Selected reviews were printed in the local newspaper, the Austin American Statesman and online at Austin 360, copies were printed out within the 20 minute time frame and one print taped face out on the window of the gallery and the second given to the visual artist. This performance has been done in Chicago, Brooklyn, Knoxville and Queens previously and was underwritten through a grant from the Creative Capital / Warhol Foundation. Below you will find the performance description, pictures from the performance taken by Seth Cox, a copy of my Artist Statement for the series and transcription of the Art Critique by Waxman.
Series in Four (4) Pairs [Red, Blue, White and Patina]
Assemblage [Found Object, Enamel, Glass, Filament and Paper}
Painting [Stenciled Aerosol on Board]
Assemblage [Found Object, Enamel, Glass, Filament and Paper}
Painting [Stenciled Aerosol on Board]
ARTIST STATEMENT - by Suza Kanon
Walls that protect also confine.
Schrödinger’s theory in quantum physics examines whether the observed object changes relative to its observation.
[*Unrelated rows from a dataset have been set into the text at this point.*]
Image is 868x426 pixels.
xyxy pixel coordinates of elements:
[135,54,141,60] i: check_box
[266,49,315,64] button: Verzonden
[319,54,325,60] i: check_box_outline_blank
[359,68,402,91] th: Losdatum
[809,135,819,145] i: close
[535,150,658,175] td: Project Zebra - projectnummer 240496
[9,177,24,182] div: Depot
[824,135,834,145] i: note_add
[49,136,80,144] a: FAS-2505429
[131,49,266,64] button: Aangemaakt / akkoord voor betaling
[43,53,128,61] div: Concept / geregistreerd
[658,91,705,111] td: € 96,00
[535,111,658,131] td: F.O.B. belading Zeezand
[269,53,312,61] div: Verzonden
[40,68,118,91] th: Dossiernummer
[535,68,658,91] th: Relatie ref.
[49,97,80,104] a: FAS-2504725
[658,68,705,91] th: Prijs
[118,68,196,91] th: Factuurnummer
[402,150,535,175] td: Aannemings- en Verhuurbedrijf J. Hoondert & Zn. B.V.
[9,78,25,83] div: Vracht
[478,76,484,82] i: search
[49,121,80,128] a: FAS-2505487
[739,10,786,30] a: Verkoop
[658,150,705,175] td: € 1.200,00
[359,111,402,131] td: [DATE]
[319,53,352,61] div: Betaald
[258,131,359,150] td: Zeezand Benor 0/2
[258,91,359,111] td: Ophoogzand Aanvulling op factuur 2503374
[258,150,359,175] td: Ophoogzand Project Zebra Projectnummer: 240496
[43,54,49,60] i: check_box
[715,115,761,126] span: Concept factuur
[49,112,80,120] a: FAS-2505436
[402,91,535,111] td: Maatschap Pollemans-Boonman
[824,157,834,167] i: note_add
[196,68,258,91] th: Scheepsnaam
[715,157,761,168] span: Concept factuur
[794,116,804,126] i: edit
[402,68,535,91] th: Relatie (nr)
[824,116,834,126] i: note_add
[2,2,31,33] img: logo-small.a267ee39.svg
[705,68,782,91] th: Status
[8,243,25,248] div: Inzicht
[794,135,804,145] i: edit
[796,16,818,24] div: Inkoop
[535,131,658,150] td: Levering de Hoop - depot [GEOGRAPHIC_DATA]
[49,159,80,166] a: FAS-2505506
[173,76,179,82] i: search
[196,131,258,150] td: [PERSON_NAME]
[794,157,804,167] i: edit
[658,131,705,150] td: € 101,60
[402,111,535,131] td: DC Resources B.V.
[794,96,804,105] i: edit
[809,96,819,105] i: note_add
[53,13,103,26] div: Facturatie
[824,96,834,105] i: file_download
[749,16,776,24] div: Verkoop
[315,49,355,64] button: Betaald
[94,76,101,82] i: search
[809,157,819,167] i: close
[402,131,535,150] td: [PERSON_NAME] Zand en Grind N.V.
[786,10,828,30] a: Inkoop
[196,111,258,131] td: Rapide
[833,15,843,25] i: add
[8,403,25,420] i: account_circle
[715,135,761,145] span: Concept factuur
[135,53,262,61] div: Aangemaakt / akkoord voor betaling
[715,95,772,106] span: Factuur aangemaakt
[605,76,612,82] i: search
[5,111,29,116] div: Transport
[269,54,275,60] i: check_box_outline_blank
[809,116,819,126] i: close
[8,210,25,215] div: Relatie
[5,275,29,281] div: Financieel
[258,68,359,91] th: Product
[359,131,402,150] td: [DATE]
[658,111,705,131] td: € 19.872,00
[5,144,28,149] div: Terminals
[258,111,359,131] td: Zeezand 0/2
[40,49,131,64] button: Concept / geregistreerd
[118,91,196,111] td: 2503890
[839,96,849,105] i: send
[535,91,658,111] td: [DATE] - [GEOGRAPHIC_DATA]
Is the bird alive or dead, real or reproduction? In both media, linear repetition acts as both prison & stage. Flat birds defiantly swing in their 3d cages.
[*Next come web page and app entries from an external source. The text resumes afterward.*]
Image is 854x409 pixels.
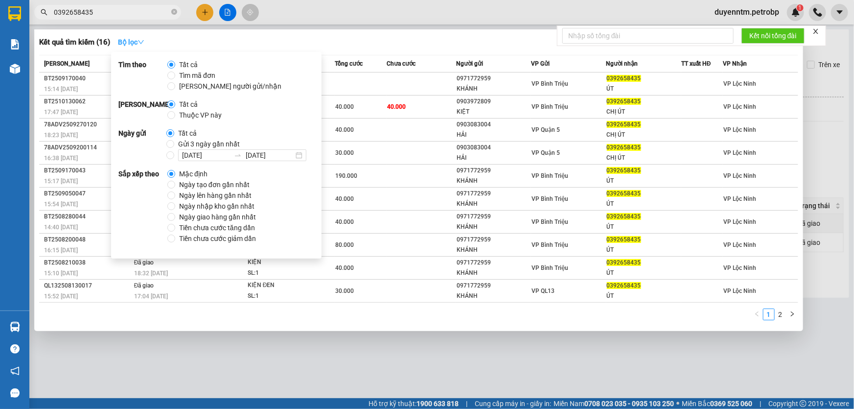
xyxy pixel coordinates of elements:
div: KHÁNH [457,176,530,186]
span: 40.000 [335,264,354,271]
span: 15:10 [DATE] [44,270,78,276]
div: KHÁNH [457,222,530,232]
div: BT2509170040 [44,73,131,84]
span: 15:52 [DATE] [44,293,78,299]
input: Nhập số tổng đài [562,28,734,44]
span: Kết nối tổng đài [749,30,797,41]
span: VP Gửi [531,60,550,67]
span: 40.000 [387,103,406,110]
strong: [PERSON_NAME] [118,99,167,120]
div: KHÁNH [457,199,530,209]
span: VP Lộc Ninh [723,218,756,225]
span: swap-right [234,151,242,159]
div: 0971772959 [457,257,530,268]
span: 40.000 [335,126,354,133]
span: close-circle [171,8,177,17]
div: KIỆT [457,107,530,117]
img: logo-vxr [8,6,21,21]
span: 0392658435 [607,98,641,105]
span: Thuộc VP này [175,110,226,120]
span: 0392658435 [607,190,641,197]
div: 0903972809 [457,96,530,107]
span: question-circle [10,344,20,353]
span: 15:17 [DATE] [44,178,78,184]
div: BT2509050047 [44,188,131,199]
div: SL: 1 [248,268,321,278]
span: Ngày tạo đơn gần nhất [175,179,253,190]
div: ÚT [607,291,681,301]
span: 15:54 [DATE] [44,201,78,207]
span: Người nhận [606,60,638,67]
span: VP Bình Triệu [531,264,568,271]
span: Tổng cước [335,60,363,67]
span: Gửi 3 ngày gần nhất [174,138,244,149]
div: BT2509170043 [44,165,131,176]
span: Tất cả [175,59,202,70]
span: message [10,388,20,397]
div: CHỊ ÚT [607,107,681,117]
div: 0903083004 [457,142,530,153]
div: ÚT [607,222,681,232]
span: 30.000 [335,287,354,294]
span: Chưa cước [387,60,415,67]
h3: Kết quả tìm kiếm ( 16 ) [39,37,110,47]
li: 2 [775,308,786,320]
span: 17:04 [DATE] [134,293,168,299]
span: 17:47 [DATE] [44,109,78,115]
span: Ngày giao hàng gần nhất [175,211,260,222]
div: HẢI [457,130,530,140]
li: Next Page [786,308,798,320]
span: VP Quận 5 [531,149,560,156]
span: 0392658435 [607,236,641,243]
input: Ngày bắt đầu [182,150,230,161]
div: 0971772959 [457,165,530,176]
input: Tìm tên, số ĐT hoặc mã đơn [54,7,169,18]
div: 0971772959 [457,211,530,222]
button: left [751,308,763,320]
span: Ngày nhập kho gần nhất [175,201,258,211]
div: SL: 1 [248,291,321,301]
span: VP Lộc Ninh [723,126,756,133]
span: 0392658435 [607,282,641,289]
span: VP Lộc Ninh [723,241,756,248]
div: 78ADV2509270120 [44,119,131,130]
span: VP Bình Triệu [531,172,568,179]
span: left [754,311,760,317]
img: warehouse-icon [10,64,20,74]
span: Tiền chưa cước giảm dần [175,233,260,244]
strong: Sắp xếp theo [118,168,167,244]
span: 18:32 [DATE] [134,270,168,276]
div: BT2510130062 [44,96,131,107]
span: VP Lộc Ninh [723,80,756,87]
strong: Bộ lọc [118,38,144,46]
span: Tìm mã đơn [175,70,219,81]
span: VP Bình Triệu [531,218,568,225]
span: Tất cả [174,128,201,138]
span: 190.000 [335,172,357,179]
span: 0392658435 [607,75,641,82]
span: 0392658435 [607,213,641,220]
span: Tiền chưa cước tăng dần [175,222,259,233]
input: Ngày kết thúc [246,150,294,161]
span: 15:14 [DATE] [44,86,78,92]
span: 16:15 [DATE] [44,247,78,253]
span: search [41,9,47,16]
span: 40.000 [335,218,354,225]
span: 80.000 [335,241,354,248]
span: VP Bình Triệu [531,195,568,202]
div: BT2508280044 [44,211,131,222]
span: 40.000 [335,195,354,202]
span: 40.000 [335,103,354,110]
div: 0971772959 [457,234,530,245]
div: 0971772959 [457,188,530,199]
span: notification [10,366,20,375]
span: [PERSON_NAME] người gửi/nhận [175,81,285,92]
div: 0971772959 [457,280,530,291]
span: VP Lộc Ninh [723,103,756,110]
span: Tất cả [175,99,202,110]
div: ÚT [607,268,681,278]
strong: Ngày gửi [118,128,166,161]
div: BT2508200048 [44,234,131,245]
div: KHÁNH [457,291,530,301]
span: 30.000 [335,149,354,156]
This studied comparison of buildup and decay gives form to birds in cages and stencils freed through the magic of negative space. Found objects rusted and decayed, layered in enamel and bits of shiny glass and mirror framing happy little paper bluebirds that may or may not peck your eyes out.
These birds have open means to escape but they choose to stay for us to watch. The observer is uncertain if the birds are returning or departing our field of vision. Perhaps this flight impulse is projected by the viewer. Relativity can be quite subjective. How deeply is existence influenced by the subjective perception of the observer? Have we limited ourselves by the very process of definition?
ARTWORK CRITIQUE by Lori Waxman [July 11, 2009 at 12:06 p.m. C.S.T]
Erwin Schroedinger, an Austrian physicist who founded the study of wave mechanics and won the Nobel Prize in 1933, has more recently given his name to a series of studies by artist Suza Kanon.
"Schroedingers Birdcages" is inspired by the physicist's questioning of how objects change in relation to their observation. In translating this relativist notion into sculptural and painterly media, Kanon has taken a route that looks wonderfully like Joseph Cornell's - she has put paper birds in open cages, along with bits of mirror. Of course, Cornell's purpose was nothing like Kanon's, or Schroedinger's for that matter - he was after a more idiosyncratic revelation of the extraordinary, and his odd juxtapositions continue to attract marveling today. But Kanon's tactic, meant to reveal how reality changes depending on the position of the observer - the birds seem alive from certain angles, depending on how they are caught in the dangling mirrors - also reveals something unexpected: the bird's point of view.
Because, although Kanon suggests that the birds stay in their cages so that we may better observe them, another way of looking at the situation is to imagine that the birds are so confused by the alternative realities reflected in the mirrors that they don't know what's free and what's locked up. They might also be fooled by the paintings Kanon has paired with each cage, which shows the birds floating free, up above any wire mesh. Maybe the birds believe what they see, and think they're already free. We live in a world of images, after all.